Eschewing biographies and the narrative accounts of individual witnesses, which have provided the backbone of traditional historiography, he applied statistical methods and influenced a whole generation.
[1] Labrousse's prominence was also a result of his post at the Sorbonne, where he supervised a generation of French post-doctoral thèses and his organizational skills from the 1950s onward in leading team research efforts that were models of the historian's craft.
[3] It synthesizes several data series on prices of food and manufactures, on incomes, including the inflationary rise in land rents, and on lagging wages over the course of the century, as part of the interplay between economic trends and class frictions that led ultimately to revolution.

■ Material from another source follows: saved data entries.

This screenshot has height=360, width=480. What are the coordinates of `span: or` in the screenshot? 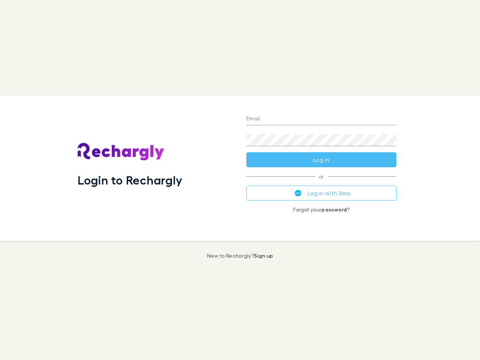 It's located at (321, 176).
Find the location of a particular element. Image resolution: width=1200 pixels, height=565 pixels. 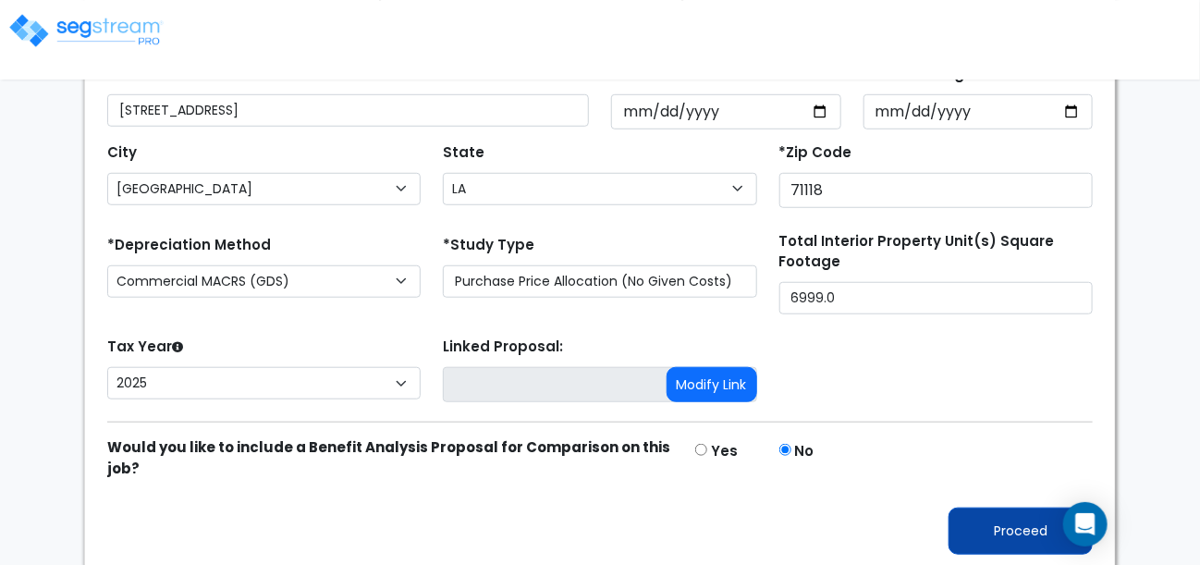

button: Modify Link is located at coordinates (712, 385).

Labrousse's own work concentrated on 18th and 19th-century France, but his constant concern for working methods that could be expanded beyond his subjects at hand to inspect other parts of the early modern world and the world that was transformed by the Industrial Revolution, is exemplified in the range of studies in the hommage of his pupils and their pupils that was edited by Braudel and others, Conjoncture économique, structures sociales (Paris 1974).
The "Labrousse model" of the subsistence crisis in the preindustrial grain-and-textiles economy of France and its effect in precipitating the French Revolution, detailed in the second of his two magisterial works, La Crise de l’économie française (1943), which Fernand Braudel called "the greatest work of history to have appeared in France in the course of the last twenty-five years.